The Zimmerman  court was not moved by the argument that the New Jersey statute does not create a fraud-on-the-FDA claim, like in Buckman, but rather only gives plaintiffs the opportunity to rebut a presumption and thereby bring a tort claim under New Jersey common law:
Once New Jersey passed the statutory immunity provision for punitive damages, the traditional cause of action is no more rooted in common law doctrine than the stand-alone claim in Buckman. This is because, in the post-statutory immunity world, a plaintiff’s punitive damages claim hinges on whether the defendant-drug maker made adequate disclosures to the agency and whether, in the face of these inadequate disclosures, the agency would have approved the drug. In this way, New Jersey’s statutory immunity provision makes fraud on the FDA a “critical element” of every punitive damages claim.
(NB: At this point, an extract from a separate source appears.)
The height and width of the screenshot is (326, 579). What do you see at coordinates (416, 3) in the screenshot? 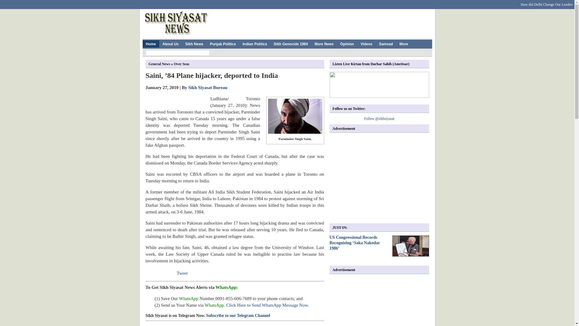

Id. at *55-56 (citation omitted).
It really is a simple analysis.  The statute authorizes juries to dig into the details of regulations and New Drug Applications and make independent determinations of what the FDA should have done or would have done, but didn’t do.  In other words, precisely what juries can’t do under federal law:
Simply put, Plaintiff’s claim for punitive damages requires a state fact finder to determine what was required to be submitted to the FDA, whether it was submitted to the FDA and, whether the FDA would have made a different approval decision had it been provided with the correct or missing information. Plaintiff’s claim thus requires a fact finder to make these types of determinations as a matter of state law even though federal law makes such determinations the exclusive province of the FDA. Accordingly, Plaintiff’s claim for punitive damages poses an obstacle to the objectives and purpose of the FDCA, and is therefore preempted by the FDCA.
Id. at *51-52.
It doesn’t, and shouldn’t, matter whether this improper determination is an element of a claim, a gateway to a broader claim, or the entirety of the claim.  Jury after jury deciding what the FDA should have gotten and done about it gets in the way of the FDA doing its job.  The Zimmerman court gave a good quotation for this too:
Allowing state fact finders to second-guess the very decisions that federal law leaves entirely to the agency presents “the same inter-branch-meddling concerns that animated Buckman.” As in Buckman, allowing punitive damages liability here would require applicants to submit a “deluge” of unnecessary information during the approval process, which in turn, delays the approval of new drugs.  In seeking to comply with various statutory immunity provisions, drug manufacturers would “exert an extraneous pull on the scheme established by Congress.”
Id. at *57. 

We told you that the court's discussion was much better than just, "see McDarby."  Keep it handy for future briefs.